Illegal wildlife traders rake in RM100mil in 3 months
MIRI: The illicit and often-cruel trade in wildlife and wildlife-parts raked in more than RM100mil in profits for illegal hunters and smugglers in five South East Asean countries, including Malaysia, during the first three months of this year alone.
ASEAN Wildlife Enforcement Network (Asean-Wen) said that the money-spinning illegal trade involved endangered animals on the verge of extinction.
Asean-Wen’s Secretariat, in a statment to The Star, said the grouping had, during the January to March period, uncovered and busted more than 15 major networks involved in the illegal trade of animals.
”These major wildlife operations took place in Thailand, Malaysia, Indonesia, Cambodia and Vietnam. Some 14.8 tonnes of animals parts were seized.
”More than 5,410 live and dead animals were discovered (from the busted smugglers and traders).
“More than 200 tonnes of illegal timber was also seized.
”These items were worth more than US$30mil in the blackmarket, not including the timber seized,” the secretariat’s coordinating unit’s senior liaison officer Klairoong Poon Pon said in the statement.
He said the authorities in the five countries made 38 arrests during the first three months of this year.
Among the animals and animal-parts confiscated were Bengali tigers, African elephants, black panthers, Malayan sunbears, blood pythons, clouded monitor lizards, civet cats, Sumatran tigers, exotic birds, parrots, cockatoos, leopards, boars, owls and monkeys.
”On January 9, the Malaysian police in Penang had a standoff with 12 men during a hostage drama after a wildlife trade went sour.
“The police eventually arrested the 12, seven of them Malaysians and the other five Indonesians,” the statement said.
It said Asean-Wen would continue to step up its enforcement raids throughout the region with the help of all the enforcement agencies such as the police and the wildlife department in the respective countries to try to stop the blatant cruelty against wildlife.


All of the data below needs to be set down once more, exactly as written.

---------------

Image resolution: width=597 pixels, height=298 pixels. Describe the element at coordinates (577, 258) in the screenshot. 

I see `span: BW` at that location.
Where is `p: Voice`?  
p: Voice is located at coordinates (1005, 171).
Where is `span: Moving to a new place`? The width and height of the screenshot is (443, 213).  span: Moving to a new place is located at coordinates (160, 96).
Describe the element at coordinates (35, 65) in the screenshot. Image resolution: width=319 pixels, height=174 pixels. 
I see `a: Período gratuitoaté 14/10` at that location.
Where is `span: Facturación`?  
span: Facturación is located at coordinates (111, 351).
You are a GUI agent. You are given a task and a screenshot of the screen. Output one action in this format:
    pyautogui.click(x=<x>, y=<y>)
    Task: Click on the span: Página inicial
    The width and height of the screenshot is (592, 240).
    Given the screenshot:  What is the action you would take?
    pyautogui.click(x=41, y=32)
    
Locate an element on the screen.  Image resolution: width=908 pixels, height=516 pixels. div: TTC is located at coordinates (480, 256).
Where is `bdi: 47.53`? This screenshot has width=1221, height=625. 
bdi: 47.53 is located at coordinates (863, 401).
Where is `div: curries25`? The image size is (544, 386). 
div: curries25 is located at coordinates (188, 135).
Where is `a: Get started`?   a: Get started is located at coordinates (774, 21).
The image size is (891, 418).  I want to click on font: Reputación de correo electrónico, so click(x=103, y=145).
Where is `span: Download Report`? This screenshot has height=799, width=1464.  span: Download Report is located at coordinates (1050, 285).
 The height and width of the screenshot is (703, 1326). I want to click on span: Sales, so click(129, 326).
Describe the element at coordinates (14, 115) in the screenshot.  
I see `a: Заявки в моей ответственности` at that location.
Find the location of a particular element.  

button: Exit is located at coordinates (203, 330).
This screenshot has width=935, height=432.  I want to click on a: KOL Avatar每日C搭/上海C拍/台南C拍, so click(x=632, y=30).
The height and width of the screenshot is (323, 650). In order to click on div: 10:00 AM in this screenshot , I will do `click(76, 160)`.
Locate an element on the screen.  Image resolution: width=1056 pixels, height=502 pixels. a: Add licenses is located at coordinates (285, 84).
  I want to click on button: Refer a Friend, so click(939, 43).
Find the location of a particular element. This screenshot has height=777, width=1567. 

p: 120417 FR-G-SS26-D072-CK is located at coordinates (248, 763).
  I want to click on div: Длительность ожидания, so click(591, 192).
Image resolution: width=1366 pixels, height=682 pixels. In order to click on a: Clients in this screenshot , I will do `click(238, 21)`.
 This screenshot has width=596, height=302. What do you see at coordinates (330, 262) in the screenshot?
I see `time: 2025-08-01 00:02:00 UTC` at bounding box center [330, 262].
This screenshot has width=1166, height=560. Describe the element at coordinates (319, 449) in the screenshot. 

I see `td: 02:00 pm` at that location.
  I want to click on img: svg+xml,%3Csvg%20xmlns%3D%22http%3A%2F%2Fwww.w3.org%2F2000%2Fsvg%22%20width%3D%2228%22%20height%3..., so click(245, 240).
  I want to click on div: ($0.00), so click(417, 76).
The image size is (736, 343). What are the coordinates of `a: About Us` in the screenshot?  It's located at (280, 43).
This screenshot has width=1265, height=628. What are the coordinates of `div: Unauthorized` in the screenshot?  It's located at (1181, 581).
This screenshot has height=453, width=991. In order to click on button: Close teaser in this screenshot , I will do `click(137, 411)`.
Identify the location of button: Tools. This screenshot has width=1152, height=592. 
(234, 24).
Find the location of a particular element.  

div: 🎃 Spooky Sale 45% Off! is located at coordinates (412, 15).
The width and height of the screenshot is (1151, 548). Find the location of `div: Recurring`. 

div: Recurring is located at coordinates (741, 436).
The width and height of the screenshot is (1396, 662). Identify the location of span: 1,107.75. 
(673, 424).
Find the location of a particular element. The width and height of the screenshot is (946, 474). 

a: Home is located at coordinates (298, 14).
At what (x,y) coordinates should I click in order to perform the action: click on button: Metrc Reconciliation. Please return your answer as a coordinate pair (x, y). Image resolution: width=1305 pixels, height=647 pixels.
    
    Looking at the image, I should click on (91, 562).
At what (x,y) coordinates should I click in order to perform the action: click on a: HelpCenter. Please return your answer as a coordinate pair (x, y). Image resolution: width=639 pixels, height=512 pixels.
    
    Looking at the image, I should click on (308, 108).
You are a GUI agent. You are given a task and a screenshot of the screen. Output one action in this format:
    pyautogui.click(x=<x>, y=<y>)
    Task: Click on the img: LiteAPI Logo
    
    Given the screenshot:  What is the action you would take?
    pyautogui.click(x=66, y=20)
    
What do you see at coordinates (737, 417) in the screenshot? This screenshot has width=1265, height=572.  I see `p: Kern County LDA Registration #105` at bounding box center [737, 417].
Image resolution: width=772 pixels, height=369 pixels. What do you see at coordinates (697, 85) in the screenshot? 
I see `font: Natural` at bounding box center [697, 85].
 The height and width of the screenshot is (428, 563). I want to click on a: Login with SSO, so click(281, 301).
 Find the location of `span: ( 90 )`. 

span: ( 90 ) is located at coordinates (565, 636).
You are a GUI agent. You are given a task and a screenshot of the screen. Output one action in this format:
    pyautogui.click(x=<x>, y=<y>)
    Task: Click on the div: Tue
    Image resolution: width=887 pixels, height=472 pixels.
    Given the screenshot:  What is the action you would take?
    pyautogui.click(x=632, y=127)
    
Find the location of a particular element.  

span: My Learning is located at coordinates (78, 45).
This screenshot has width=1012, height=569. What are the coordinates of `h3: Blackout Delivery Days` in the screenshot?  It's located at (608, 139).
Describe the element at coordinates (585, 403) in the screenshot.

---------------

* RESPONSE TO THE EXERCISE *
Image resolution: width=597 pixels, height=298 pixels. Describe the element at coordinates (577, 258) in the screenshot. 

I see `span: BW` at that location.
Where is `p: Voice`?  
p: Voice is located at coordinates (1005, 171).
Where is `span: Moving to a new place`? The width and height of the screenshot is (443, 213).  span: Moving to a new place is located at coordinates (160, 96).
Describe the element at coordinates (35, 65) in the screenshot. Image resolution: width=319 pixels, height=174 pixels. 
I see `a: Período gratuitoaté 14/10` at that location.
Where is `span: Facturación`?  
span: Facturación is located at coordinates (111, 351).
You are a GUI agent. You are given a task and a screenshot of the screen. Output one action in this format:
    pyautogui.click(x=<x>, y=<y>)
    Task: Click on the span: Página inicial
    The width and height of the screenshot is (592, 240).
    Given the screenshot:  What is the action you would take?
    pyautogui.click(x=41, y=32)
    
Locate an element on the screen.  Image resolution: width=908 pixels, height=516 pixels. div: TTC is located at coordinates (480, 256).
Where is `bdi: 47.53`? This screenshot has width=1221, height=625. 
bdi: 47.53 is located at coordinates (863, 401).
Where is `div: curries25`? The image size is (544, 386). 
div: curries25 is located at coordinates (188, 135).
Where is `a: Get started`?   a: Get started is located at coordinates (774, 21).
The image size is (891, 418).  I want to click on font: Reputación de correo electrónico, so click(x=103, y=145).
Where is `span: Download Report`? This screenshot has height=799, width=1464.  span: Download Report is located at coordinates (1050, 285).
 The height and width of the screenshot is (703, 1326). I want to click on span: Sales, so click(129, 326).
Describe the element at coordinates (14, 115) in the screenshot.  
I see `a: Заявки в моей ответственности` at that location.
Find the location of a particular element.  

button: Exit is located at coordinates (203, 330).
This screenshot has width=935, height=432.  I want to click on a: KOL Avatar每日C搭/上海C拍/台南C拍, so click(x=632, y=30).
The height and width of the screenshot is (323, 650). In order to click on div: 10:00 AM in this screenshot , I will do `click(76, 160)`.
Locate an element on the screen.  Image resolution: width=1056 pixels, height=502 pixels. a: Add licenses is located at coordinates (285, 84).
  I want to click on button: Refer a Friend, so click(939, 43).
Find the location of a particular element. This screenshot has height=777, width=1567. 

p: 120417 FR-G-SS26-D072-CK is located at coordinates (248, 763).
  I want to click on div: Длительность ожидания, so click(591, 192).
Image resolution: width=1366 pixels, height=682 pixels. In order to click on a: Clients in this screenshot , I will do `click(238, 21)`.
 This screenshot has width=596, height=302. What do you see at coordinates (330, 262) in the screenshot?
I see `time: 2025-08-01 00:02:00 UTC` at bounding box center [330, 262].
This screenshot has width=1166, height=560. Describe the element at coordinates (319, 449) in the screenshot. 

I see `td: 02:00 pm` at that location.
  I want to click on img: svg+xml,%3Csvg%20xmlns%3D%22http%3A%2F%2Fwww.w3.org%2F2000%2Fsvg%22%20width%3D%2228%22%20height%3..., so click(245, 240).
  I want to click on div: ($0.00), so click(417, 76).
The image size is (736, 343). What are the coordinates of `a: About Us` in the screenshot?  It's located at (280, 43).
This screenshot has width=1265, height=628. What are the coordinates of `div: Unauthorized` in the screenshot?  It's located at (1181, 581).
This screenshot has height=453, width=991. In order to click on button: Close teaser in this screenshot , I will do `click(137, 411)`.
Identify the location of button: Tools. This screenshot has width=1152, height=592. 
(234, 24).
Find the location of a particular element.  

div: 🎃 Spooky Sale 45% Off! is located at coordinates (412, 15).
The width and height of the screenshot is (1151, 548). Find the location of `div: Recurring`. 

div: Recurring is located at coordinates (741, 436).
The width and height of the screenshot is (1396, 662). Identify the location of span: 1,107.75. 
(673, 424).
Find the location of a particular element. The width and height of the screenshot is (946, 474). 

a: Home is located at coordinates (298, 14).
At what (x,y) coordinates should I click in order to perform the action: click on button: Metrc Reconciliation. Please return your answer as a coordinate pair (x, y). Image resolution: width=1305 pixels, height=647 pixels.
    
    Looking at the image, I should click on (91, 562).
At what (x,y) coordinates should I click in order to perform the action: click on a: HelpCenter. Please return your answer as a coordinate pair (x, y). Image resolution: width=639 pixels, height=512 pixels.
    
    Looking at the image, I should click on (308, 108).
You are a GUI agent. You are given a task and a screenshot of the screen. Output one action in this format:
    pyautogui.click(x=<x>, y=<y>)
    Task: Click on the img: LiteAPI Logo
    
    Given the screenshot:  What is the action you would take?
    pyautogui.click(x=66, y=20)
    
What do you see at coordinates (737, 417) in the screenshot? This screenshot has width=1265, height=572.  I see `p: Kern County LDA Registration #105` at bounding box center [737, 417].
Image resolution: width=772 pixels, height=369 pixels. What do you see at coordinates (697, 85) in the screenshot? 
I see `font: Natural` at bounding box center [697, 85].
 The height and width of the screenshot is (428, 563). I want to click on a: Login with SSO, so click(281, 301).
 Find the location of `span: ( 90 )`. 

span: ( 90 ) is located at coordinates (565, 636).
You are a GUI agent. You are given a task and a screenshot of the screen. Output one action in this format:
    pyautogui.click(x=<x>, y=<y>)
    Task: Click on the div: Tue
    Image resolution: width=887 pixels, height=472 pixels.
    Given the screenshot:  What is the action you would take?
    pyautogui.click(x=632, y=127)
    
Find the location of a particular element.  

span: My Learning is located at coordinates (78, 45).
This screenshot has width=1012, height=569. What are the coordinates of `h3: Blackout Delivery Days` in the screenshot?  It's located at (608, 139).
Describe the element at coordinates (585, 403) in the screenshot.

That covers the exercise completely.